Mutter cited a presentation (PowerPoint, of course) by one Mary Meeker, a partner at Silicon Valley venture-capital firm Kleiner Perkins Caufield & Byers, that captures the psyche, and the lifestyle, of these “Digital Natives,” who grew up with YouTube, Facebook, laptops, cellphones, and all the other screens they rely on. It’s a fascinating portrait, and it rings absolutely true. How effervescent are these kids? They don’t have to go to record stores to buy CDs or albums; they download iTunes or Pandora. They don’t buy books; they download those, too. Instead of staying at hotels when they travel, they couch-surf. They don’t own cars; they own car shares, or let Uber Cab know when they need a ride. They grocery-shop online, and have the goods delivered. They use robot vacuums; they work from the comfort of the sofa at home. They send out their laundry. They don’t even have to carry a wallet or credit card; the iPhone does it all.

I got a little giddy reading about the remarkable untetheredness of this generation, which includes my 23-year-old daughter. She’s a typical thistledowner: She travels at the drop of a hat, visiting friends in Boston or D.C. or New York City, making her reservation for the Bolt bus on her iPhone, texting her hosts to let them know when she’s arriving, spending her time en route checking and updating Facebook and taking care of email. So efficient! So liberated! So buoyant! So, as Mary Meeker terms it, “asset-light”!

Now, it’s true that I’m paying for that iPhone. Marcy may be a grown-up, but she’s still on our Verizon plan. On our insurance plan as well, come to think of it. And we pay her rent, since she’s in grad school. And her electric bill. And her gas bill. And for those groceries that she’s ordering online.

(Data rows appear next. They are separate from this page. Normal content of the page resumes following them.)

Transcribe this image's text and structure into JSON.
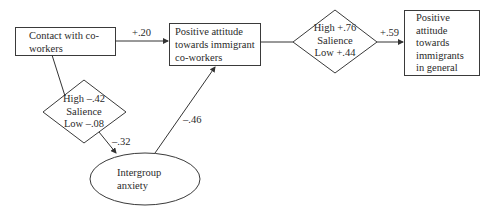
{
  "diagram": {
    "nodes": {
      "contact": {
        "label": "Contact with co-workers",
        "line1": "Contact with co-",
        "line2": "workers",
        "shape": "rectangle"
      },
      "attitude_coworkers": {
        "label": "Positive attitude towards immigrant co-workers",
        "line1": "Positive attitude",
        "line2": "towards immigrant",
        "line3": "co-workers",
        "shape": "rectangle"
      },
      "attitude_general": {
        "label": "Positive attitude towards immigrants in general",
        "line1": "Positive",
        "line2": "attitude",
        "line3": "towards",
        "line4": "immigrants",
        "line5": "in general",
        "shape": "rectangle"
      },
      "anxiety": {
        "label": "Intergroup anxiety",
        "line1": "Intergroup",
        "line2": "anxiety",
        "shape": "ellipse"
      },
      "moderator_left": {
        "shape": "diamond",
        "line1": "High –.42",
        "line2": "Salience",
        "line3": "Low –.08"
      },
      "moderator_right": {
        "shape": "diamond",
        "line1": "High +.76",
        "line2": "Salience",
        "line3": "Low +.44"
      }
    },
    "edges": [
      {
        "from": "contact",
        "to": "attitude_coworkers",
        "label": "+.20"
      },
      {
        "from": "attitude_coworkers",
        "to": "attitude_general",
        "label": "+.59",
        "via": "moderator_right"
      },
      {
        "from": "contact",
        "to": "anxiety",
        "label": "–.32",
        "via": "moderator_left"
      },
      {
        "from": "anxiety",
        "to": "attitude_coworkers",
        "label": "–.46"
      }
    ],
    "colors": {
      "stroke": "#3a3a3a",
      "text": "#2a2a2a",
      "background": "#ffffff"
    }
  }
}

But it’s also true that the tiny Powelton Village apartment she shares with her boyfriend doesn’t contain much stuff. Our two-car garage, though, serves as her rent-free storage unit. It contains the kitchen table from her old apartment that no longer fits in this new one, plus the matching chairs, plus the two twin beds (plus mattresses and box springs) she and the boyfriend no longer need now that they share their queen-size. There are also three bureaus, a desk, an electronic keyboard, assorted stereo equipment, and a boxful of old lacrosse and hockey sticks, plus balls. The new apartment only has one closet, so Marcy’s old bedroom serves as home to cartons of her and the boyfriend’s summer clothing. (There’s more in our attic.) They don’t have room for bookcases in their new place, either, so more cartons hold their undergrad textbooks, plus recreational reading—novels and magazines they’re holding onto—and various old photos, CDs, DVDs, diplomas and awards. I can’t fit them in her bedroom closet; it’s stuffed with old prom gowns.

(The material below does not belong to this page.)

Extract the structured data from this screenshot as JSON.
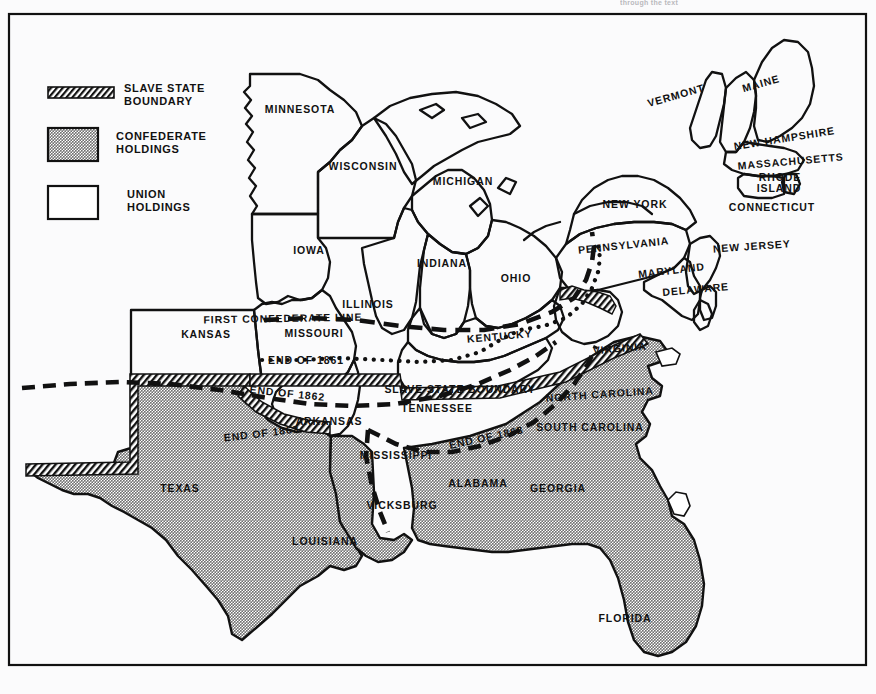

The end of Saturday delivery by the post office won’t affect Marcy. She still gets her mail delivered here to our house, along with that of her undergrad roommate Susan, who’s from Kenya and so aerated that she doesn’t even have an address of her own; she travels for her job and lives in hotels. The boyfriend, whom we adore, uses our house as a drop for all the merchandise he buys online, since it’s more likely Doug and I will be at home to greet the UPS man than that he and Marcy will. When Marcy orders a month’s worth of the pouches of Indian food that she eats for lunch at work every day, she has those delivered here, too. I gather up all this stuff every so often and haul it in to work, then drop it off in West Philly. Hey, I don’t mind. It’s not like I have a Roomba to let loose or anything.

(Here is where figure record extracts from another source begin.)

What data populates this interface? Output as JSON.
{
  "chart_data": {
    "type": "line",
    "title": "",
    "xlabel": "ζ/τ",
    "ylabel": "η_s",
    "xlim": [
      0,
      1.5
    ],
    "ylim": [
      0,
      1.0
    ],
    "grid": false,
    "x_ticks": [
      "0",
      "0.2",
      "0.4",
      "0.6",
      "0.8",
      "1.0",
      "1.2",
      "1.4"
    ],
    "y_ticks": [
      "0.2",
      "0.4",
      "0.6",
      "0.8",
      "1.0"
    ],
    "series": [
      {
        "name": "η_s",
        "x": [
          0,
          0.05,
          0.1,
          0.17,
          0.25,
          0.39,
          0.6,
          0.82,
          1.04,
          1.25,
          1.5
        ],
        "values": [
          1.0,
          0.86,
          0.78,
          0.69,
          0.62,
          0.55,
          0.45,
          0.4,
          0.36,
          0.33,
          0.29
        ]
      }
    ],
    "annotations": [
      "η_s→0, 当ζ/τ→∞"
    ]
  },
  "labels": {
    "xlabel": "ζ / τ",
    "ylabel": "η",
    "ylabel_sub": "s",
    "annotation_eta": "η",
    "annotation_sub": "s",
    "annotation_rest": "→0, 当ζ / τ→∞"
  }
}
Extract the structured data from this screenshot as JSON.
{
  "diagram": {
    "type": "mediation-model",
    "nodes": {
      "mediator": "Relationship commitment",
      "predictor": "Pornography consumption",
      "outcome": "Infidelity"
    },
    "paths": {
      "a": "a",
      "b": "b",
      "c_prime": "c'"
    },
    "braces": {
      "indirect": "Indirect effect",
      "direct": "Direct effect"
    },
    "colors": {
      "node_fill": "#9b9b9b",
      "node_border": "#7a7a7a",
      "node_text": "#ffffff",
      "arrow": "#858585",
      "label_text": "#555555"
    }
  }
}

But to get back to Alan D. Mutter and his concerns about print journalism, Marcy doesn’t get a daily newspaper delivered. Like most GenLighters, she gets her news via the Internet. This may explain why she recently asked, in all seriousness, whether elves are real. (“Well, dwarves are,” she said in self-defense.) She doesn’t subscribe to any magazines, not even the ones I write for. She knows if I write anything about her, I’ll send along a link. I’ve watched in envy as over the years, the handbags she carries have waned in size, even as mine grew larger. These days, she’s pretty much down to her iPhone with a rubber band around it to hold her cash and credit card (on my account, of course). I just found this nifty gadget that’s designed to do the job better than the rubber band. I’m definitely buying one for her, in Jungle Green and Wisteria Purple. Or maybe Froly Pink.

I think she cleans her bathroom, though I do generally wipe up a bit when I visit. This “Generation Light” thing extends straight through to housekeeping. Some days I feel weighted down by the burden of being the repository of Marcy’s past. And her boyfriend’s. Not to mention Susan. But then I remind myself: She ain’t heavy; she’s my daughter. I am the wind beneath her wings.